Meeting of the Parliament 28 September 2017
We have responded to the committee by setting out that the approach that we will take will be to reform child welfare legislation, which will allow us to consider creating a specific measure to tackle the effect that domestic abuse has on children. That is a more appropriate avenue for considering the issue. The reason for that is partly that the qualifying criteria that are set out in the bill in relation to adults would be very difficult to apply to children. That is why it is important that we take a different approach to dealing with children, in this context. We must ensure that not only the approach in the bill but the approach for children that we take in the future can work.

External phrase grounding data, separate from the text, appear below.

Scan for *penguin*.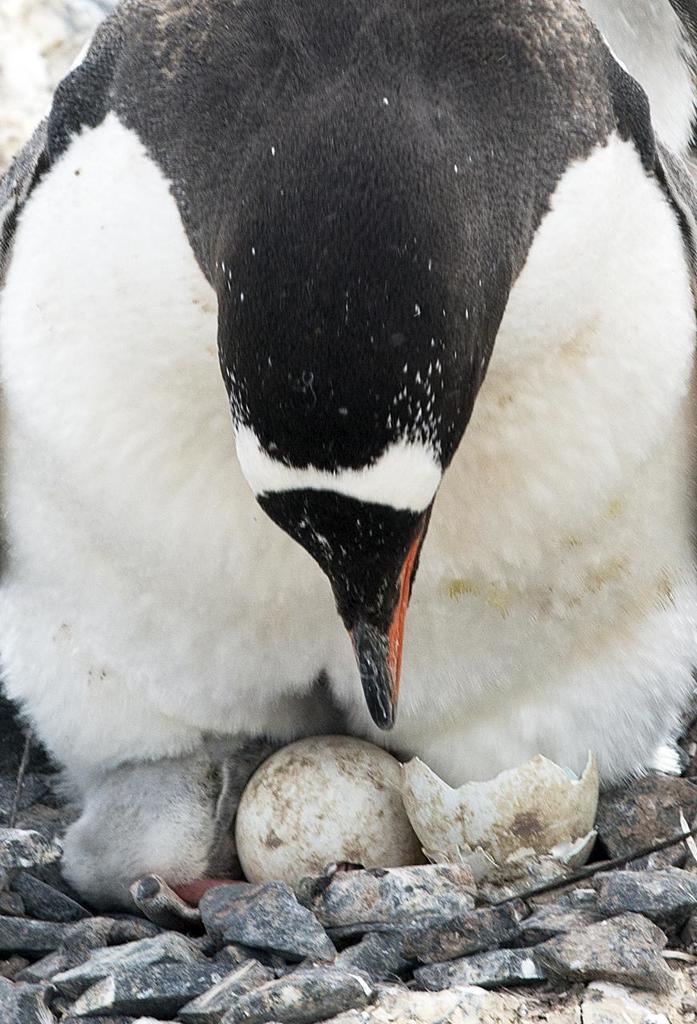
Scan result: locate(0, 0, 665, 888).
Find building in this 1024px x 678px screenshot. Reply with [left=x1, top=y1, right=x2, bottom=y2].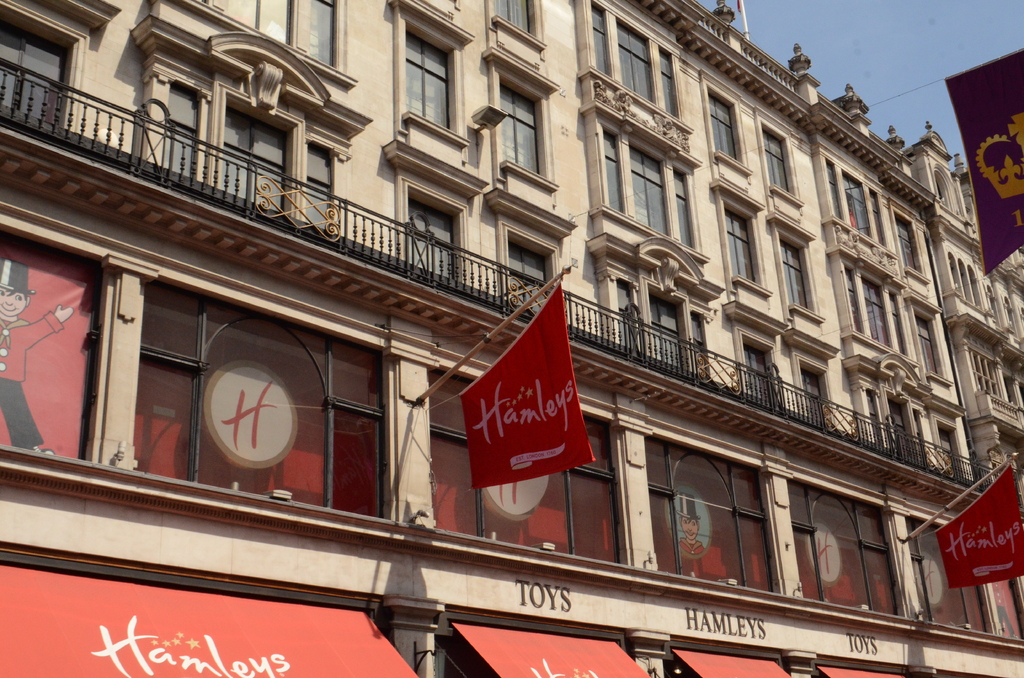
[left=0, top=0, right=1023, bottom=677].
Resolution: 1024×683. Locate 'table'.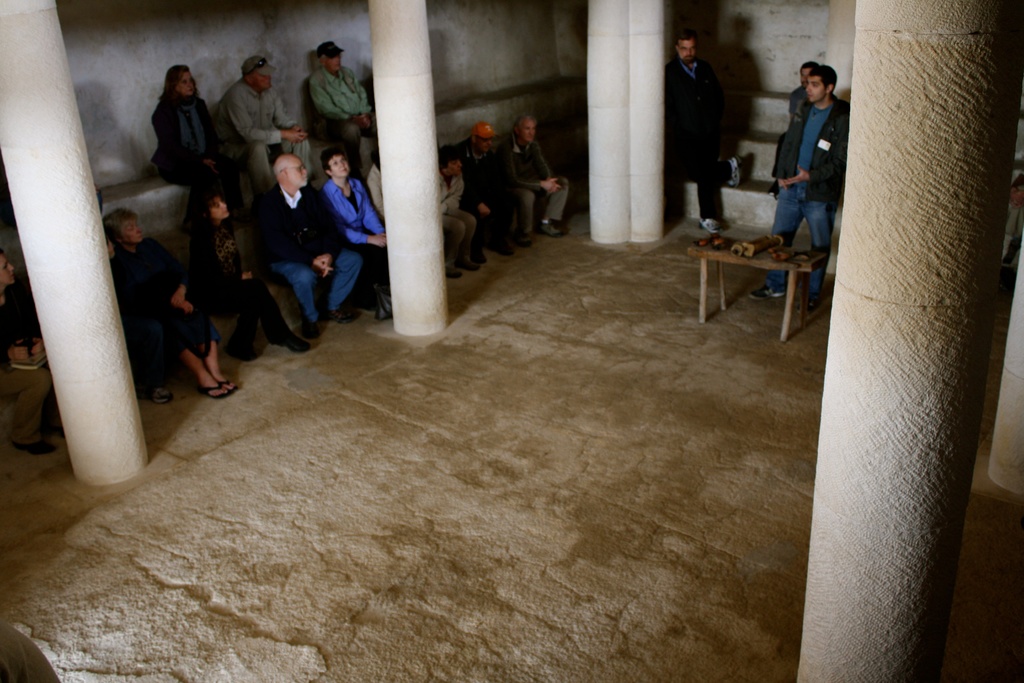
692:224:819:334.
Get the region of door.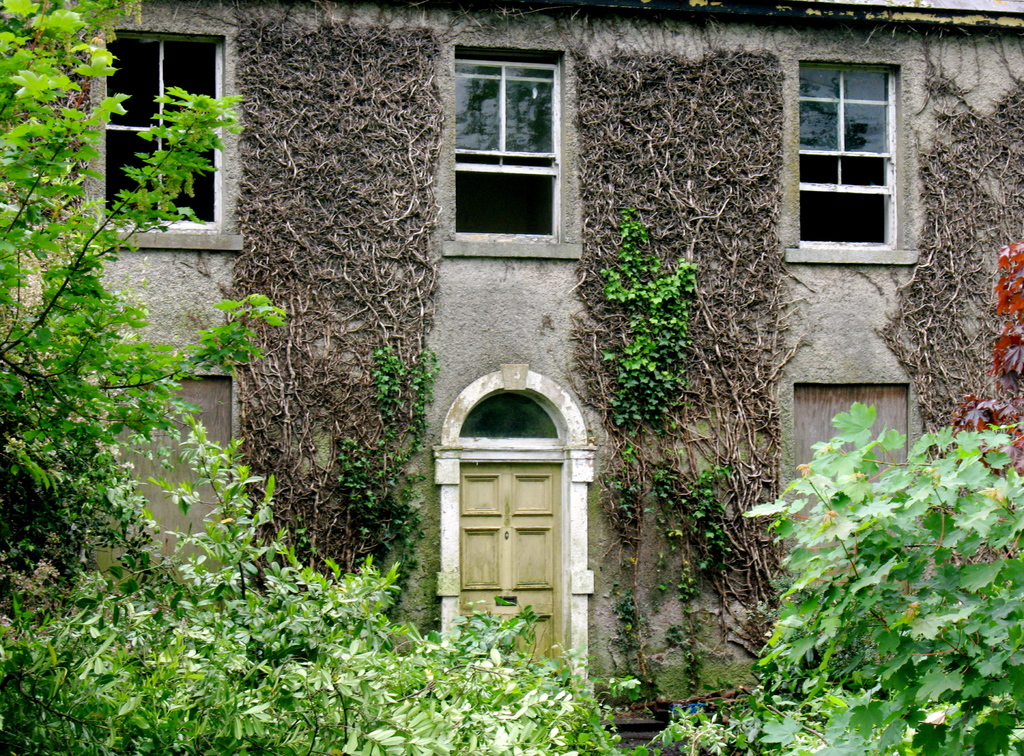
433 434 573 650.
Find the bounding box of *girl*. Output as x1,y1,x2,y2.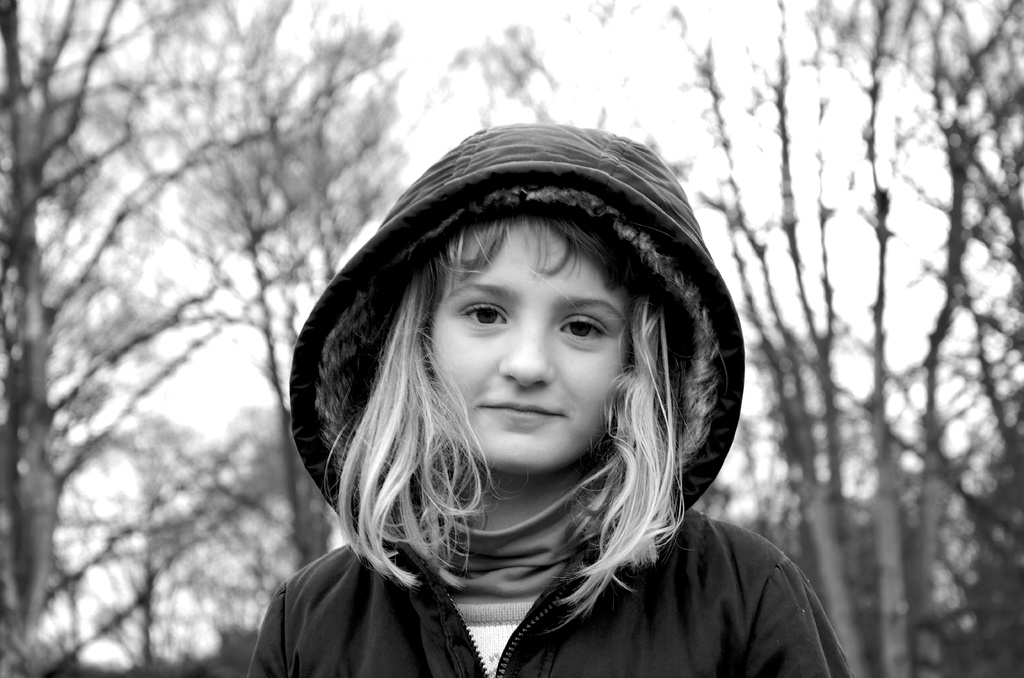
245,118,858,677.
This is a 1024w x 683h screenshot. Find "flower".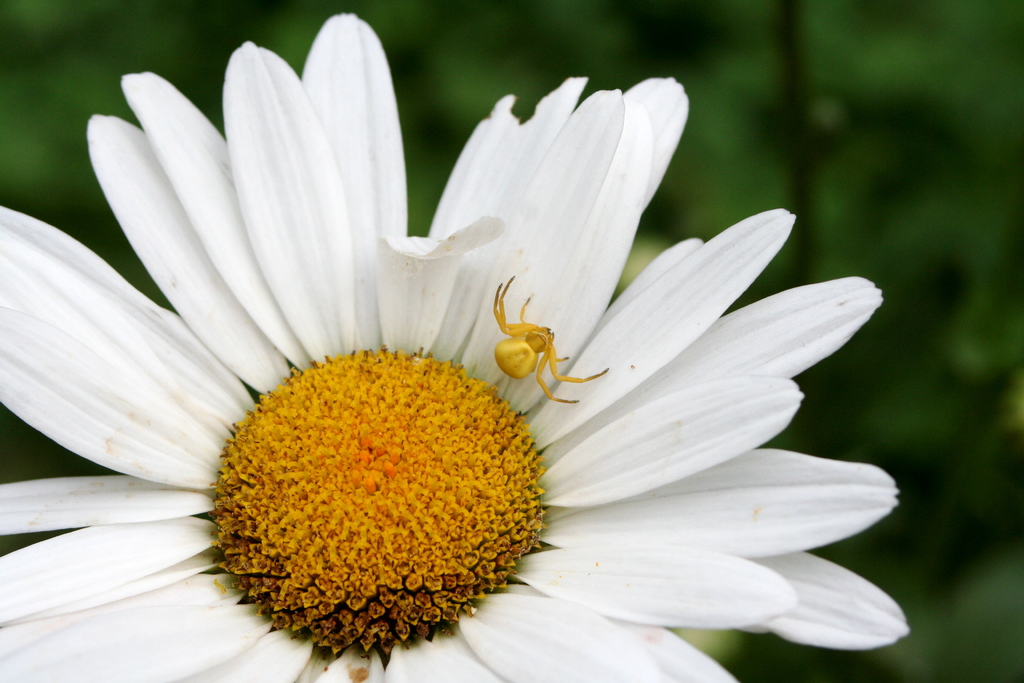
Bounding box: box(40, 45, 950, 664).
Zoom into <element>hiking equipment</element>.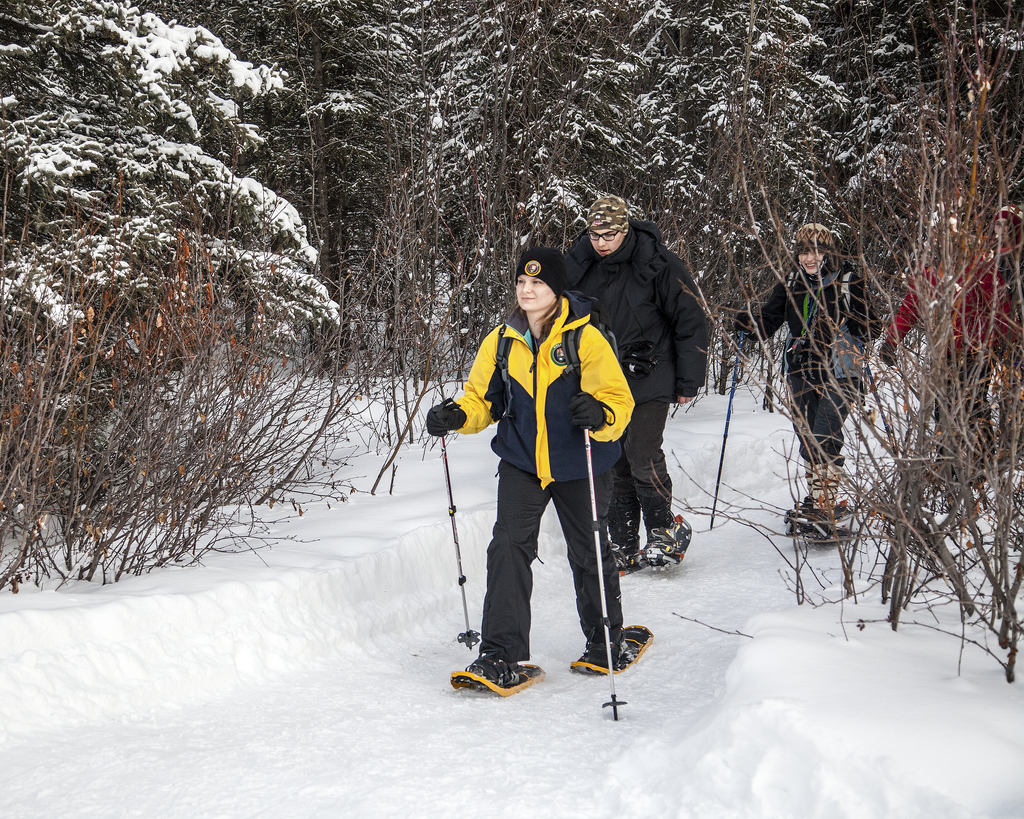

The creation of a new offence of domestic abuse will not on its own end domestic abuse, but it is a groundbreaking approach that will put Scotland at the forefront of efforts to tackle the scourge of psychological abuse and coercive control. The new offence will provide greater clarity for victims and send a clear signal that what their partners do to them is not only wrong but criminal. It will improve the ability of the police and our prosecutors to intervene in cases, and it will change societal attitudes about what domestic abuse is. Domestic abuse is not only physical violence but psychological abuse, whereby someone exerts total control over a partner’s every movement and action, thereby forcing them to live in constant fear.
For too long, the attitude has been allowed to linger that domestic abuse is a private matter that is no business of the criminal law. The bill makes it crystal clear that those days are long gone.
I move,
That the Parliament agrees to the general principles of the Domestic Abuse (Scotland) Bill.